Similarly, Grand Hotel may be a bit dated by modern standards but it boasted the first all-star cast and without it, there may well have been no Dinner At Eight, no Stagecoach, no Airport, or any of the other big cast potboilers, good and bad, that have imitated Grand Hotel over the years. As with Scarface and Frankenstein, I consider Grand Hotel indispensable not just because I think it's good, but because so much of what we think of as the Hollywood movie flows from it.

Besides, it gives you a chance to see Joan Crawford at her loveliest and, dare I say it, sweetest before her face hardened into that kabuki mask of unbridled ambition and paranoid rage we so often associate her with.

Coming up next are my nominations for the movie year 1932-33. Because the Academy was preparing to abandon the crazy split-year format it followed for the first six years of the Oscars, the next award season covered seventeen months rather than the usual twelve, with everything released between August 1, 1932 and December 31, 1933 being eligible.

And what a great year it was, too.

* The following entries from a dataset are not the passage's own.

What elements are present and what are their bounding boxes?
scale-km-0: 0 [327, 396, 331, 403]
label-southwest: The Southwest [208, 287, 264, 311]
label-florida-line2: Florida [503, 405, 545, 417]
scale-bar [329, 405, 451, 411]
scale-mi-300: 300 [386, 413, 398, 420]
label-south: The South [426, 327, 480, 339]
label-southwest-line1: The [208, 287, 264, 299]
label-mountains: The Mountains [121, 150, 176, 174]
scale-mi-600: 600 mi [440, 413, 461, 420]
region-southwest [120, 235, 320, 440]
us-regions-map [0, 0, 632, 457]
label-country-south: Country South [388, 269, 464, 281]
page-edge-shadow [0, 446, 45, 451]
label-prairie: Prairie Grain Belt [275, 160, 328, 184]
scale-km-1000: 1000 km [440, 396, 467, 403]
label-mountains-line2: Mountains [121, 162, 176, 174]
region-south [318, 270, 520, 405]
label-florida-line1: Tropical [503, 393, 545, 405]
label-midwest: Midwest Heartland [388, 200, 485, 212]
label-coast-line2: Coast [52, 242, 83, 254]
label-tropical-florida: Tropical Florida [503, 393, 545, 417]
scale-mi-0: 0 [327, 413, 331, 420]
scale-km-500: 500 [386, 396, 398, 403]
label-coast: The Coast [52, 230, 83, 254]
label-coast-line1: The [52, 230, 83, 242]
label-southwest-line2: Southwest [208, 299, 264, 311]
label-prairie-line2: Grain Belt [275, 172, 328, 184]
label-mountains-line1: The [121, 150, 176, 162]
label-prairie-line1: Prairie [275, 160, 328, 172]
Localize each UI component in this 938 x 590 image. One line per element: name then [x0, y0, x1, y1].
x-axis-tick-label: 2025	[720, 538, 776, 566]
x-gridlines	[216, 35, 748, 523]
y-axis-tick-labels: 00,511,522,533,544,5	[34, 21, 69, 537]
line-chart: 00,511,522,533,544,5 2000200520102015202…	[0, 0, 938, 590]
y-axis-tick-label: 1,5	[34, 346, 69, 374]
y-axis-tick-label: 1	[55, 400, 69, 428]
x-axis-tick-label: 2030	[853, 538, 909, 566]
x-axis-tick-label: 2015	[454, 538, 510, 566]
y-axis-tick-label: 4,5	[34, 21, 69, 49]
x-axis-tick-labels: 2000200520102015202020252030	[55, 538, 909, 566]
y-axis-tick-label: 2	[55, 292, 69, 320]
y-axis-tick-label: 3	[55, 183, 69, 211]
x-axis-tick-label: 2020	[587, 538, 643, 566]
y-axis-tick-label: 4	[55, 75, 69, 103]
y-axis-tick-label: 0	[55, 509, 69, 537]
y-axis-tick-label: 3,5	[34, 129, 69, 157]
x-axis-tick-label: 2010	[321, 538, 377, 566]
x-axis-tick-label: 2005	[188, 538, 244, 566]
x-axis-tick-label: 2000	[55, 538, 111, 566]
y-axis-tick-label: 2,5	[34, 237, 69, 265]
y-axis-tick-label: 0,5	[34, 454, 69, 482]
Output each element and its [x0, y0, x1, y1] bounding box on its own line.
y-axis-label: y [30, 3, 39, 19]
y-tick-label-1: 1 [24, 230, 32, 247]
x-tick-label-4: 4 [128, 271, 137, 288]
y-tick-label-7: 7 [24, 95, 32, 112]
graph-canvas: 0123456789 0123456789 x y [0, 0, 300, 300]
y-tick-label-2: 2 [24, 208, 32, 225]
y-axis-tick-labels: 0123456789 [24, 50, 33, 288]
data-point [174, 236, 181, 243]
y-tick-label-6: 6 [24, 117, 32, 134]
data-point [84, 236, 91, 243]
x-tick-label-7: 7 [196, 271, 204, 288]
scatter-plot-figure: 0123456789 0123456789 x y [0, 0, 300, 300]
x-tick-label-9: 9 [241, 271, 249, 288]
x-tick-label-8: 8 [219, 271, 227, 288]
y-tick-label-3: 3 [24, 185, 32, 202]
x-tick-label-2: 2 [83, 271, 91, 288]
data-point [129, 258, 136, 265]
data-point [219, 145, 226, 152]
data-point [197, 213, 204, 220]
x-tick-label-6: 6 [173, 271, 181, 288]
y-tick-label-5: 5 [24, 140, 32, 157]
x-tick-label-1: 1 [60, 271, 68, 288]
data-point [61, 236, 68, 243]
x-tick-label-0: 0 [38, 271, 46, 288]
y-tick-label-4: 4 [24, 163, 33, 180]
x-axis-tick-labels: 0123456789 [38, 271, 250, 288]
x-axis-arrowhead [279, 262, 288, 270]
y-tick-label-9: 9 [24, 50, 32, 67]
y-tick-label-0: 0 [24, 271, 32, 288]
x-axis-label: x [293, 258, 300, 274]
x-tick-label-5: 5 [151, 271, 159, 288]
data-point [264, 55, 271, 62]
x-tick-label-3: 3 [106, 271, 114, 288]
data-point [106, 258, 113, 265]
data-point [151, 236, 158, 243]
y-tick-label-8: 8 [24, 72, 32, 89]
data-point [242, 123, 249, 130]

Not only did such classic movies as Duck Soup, King Kong, Trouble in Paradise and Dinner at Eight premiere during these seventeen months, but Katharine Hepburn broke into pictures (and won her first Oscar), Busby Berkeley revived and redefined the movie musical, and Fred Astaire and Ginger Rogers danced together for the first time. It was a big year for movies, ranking with 1939 as one of the greatest "years" in film history.

Too big, in fact, for the standard Oscar format I've been following to cover it all. But that's a subject for my next post.

4 comments:

  1. And what a great year it was, too. Not only did such classic movies as Duck Soup, King Kong, Trouble in Paradise and Dinner at Eight premiere during these seventeen months, but Katharine Hepburn broke into pictures (and won her first Oscar), Busby Berkeley revived and redefined the movie musical, and Fred Astaire and Ginger Rogers danced together for the first time.

    I would consider this paragraph a real spoiler if I weren't sure the MythMon was gonna rear back, put his might into it, and


    drop Uncle Charley on us when we most expect the heaters listed here.

    Bastardo!

    ReplyDelete
  2. drop Uncle Charley on us when we most expect the heaters listed here.

    [Mechanized bull noises in background]
    Crash Davis: Well, he really hit the shit outta that one, didn't he?

    Ebby Calvin LaLoosh: I held it like an egg.

    Crash Davis: Yeah, and he scrambled the son of a bitch. Look at that, he hit the fucking bull! Guy gets a free steak! You having fun yet?

    Ebby Calvin LaLoosh: Oh, yeah. Havin' a blast.

    Crash Davis: Good.

    Ebby Calvin LaLoosh: God, that sucker teed off on that like he knew I was gonna throw a fastball!

    Crash Davis: He did know.

    Ebby Calvin LaLoosh: How?

    Crash Davis: I told him.

    ReplyDelete
  3. haha and i like this:
    "Besides, it gives you a chance to see Joan Crawford at her loveliest and, dare I say it, sweetest before her face hardened into that kabuki mask of unbridled ambition and paranoid rage we so often associate her with..."

    poor Joan, why did she have to go ahead with those brows. they really truly thickened up to a greater extent in the 60s.

    Great post and recommended films. will have to definitely scrounge around for Rene Clairs "À Nous La Liberté"

    ReplyDelete
  4. What a cool blog. I've been loving lots of 30's films recently & have been trying to explain to people what an exciting time it was. I've been saying something quite similar to what you've said here, that in pretty much one year - 1931 - just about all the major modern movie genres got born .

    I'd not seen films such as The Most Dangerous Game & Trouble In Paradise until very recently. Great to know there are still amazing things left to discover.

    ReplyDelete

Direct all complaints to the blog-typing sock monkey. I only work here.